After Years in Limbo, Land Conversion Begins Again in Andamans

After years of political protests and mounting public pressure, the administration finally acted on land conversion files long frozen in red tape.

Sri Vijaya Puram, June 3 — In a long-awaited breakthrough, the Andaman and Nicobar administration has begun processing land conversion applications once again, marking the first such clearances in over a decade. Officials confirmed to The Wave Andaman that landowners across the islands may now submit files to convert agricultural and hilly land for residential or commercial purposes, reviving a process that had effectively stalled since 2013.

The Wave Andaman has reached out to the Chief Secretary and Deputy Commissioner for an official comment. Their response is awaited.

The move follows years of growing pressure from political leaders, industry groups, and residents who were locked in a bureaucratic freeze. In early 2024, Bishnu Pada Ray (MP, Lok Sabha, Andaman and Nicobar Islands) publicly accused Raj Niwas of “sitting on files for seven years” and led a dharna demanding the removal of Lieutenant Governor Admiral D K Joshi. The agitation triggered a closed-door meeting in which Ray pressed the LG to lift the blockade. Joshi, according to officials present, instructed senior administrators to “speed up solutions.”

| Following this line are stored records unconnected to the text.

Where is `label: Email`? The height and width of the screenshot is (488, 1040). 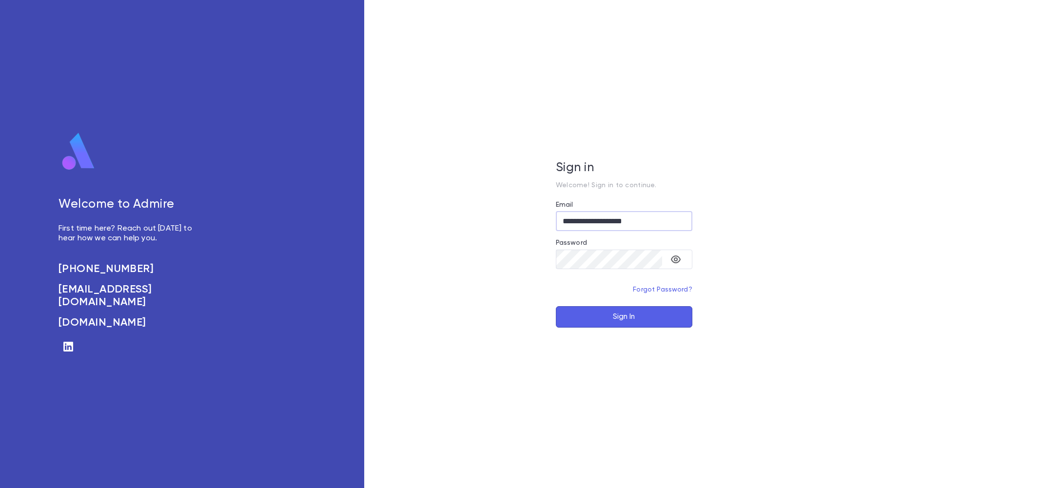 label: Email is located at coordinates (565, 205).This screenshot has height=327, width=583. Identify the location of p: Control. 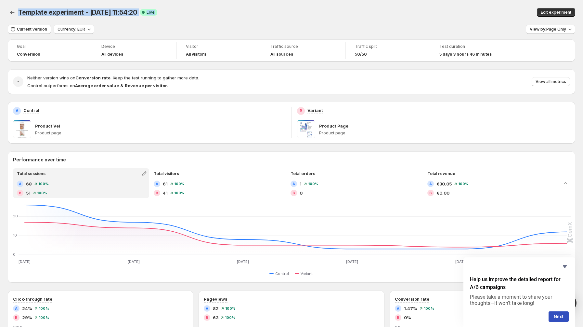
(31, 110).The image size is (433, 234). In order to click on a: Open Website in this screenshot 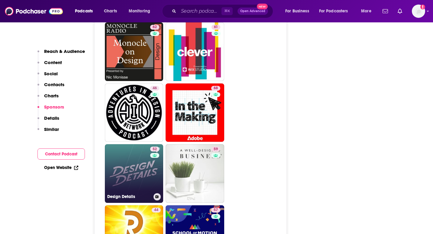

The pressure had been building well before that. In May 2023, Congress leader and Campaign Committee chair TSG Bhasker wrote to the LG warning that “thousands of landowners are living in legal limbo.” Media outlets, too, had flagged how residents were forced to build homes without formal titles, and local businesses struggled to access loans, banks refusing to accept unconverted plots as mortgageable assets.

At the heart of the backlog was a 2017 amendment to the Andaman and Nicobar Islands Land Revenue and Land Reforms Rules. The change required that any land conversion request exceeding 500 square metres be routed through a newly constituted Land Use Committee chaired by the Chief Secretary. But the committee, which lacked statutory status, barely met. The Andaman Chamber of Commerce and Industry repeatedly criticized the arrangement, noting that it had derailed approvals and left applicants in the dark.

Even the High Court weighed in, pointing out the administrative paralysis. Yet the previous SDM-led approval mechanism was never reinstated, and the Land Use Committee stopped functioning entirely after 2022.

Now, with the system revived, officials estimate that over 4,000 pending files, some dating back nearly a decade- may finally start moving. Still, challenges remain. The Land Use Committee has yet to reconvene. Staffing shortages persist in multiple tehsil offices. And despite the promise of digitisation, file tracking on the e-District portal remains unreliable, with several users reporting stalled status updates and unclear timelines.

For homeowners and first-time builders, especially in the fast-growing suburbs of Sri Vijaya Puram, the reopening of conversion routes is a critical first step. It could mean legal ownership, access to formal credit, and peace of mind.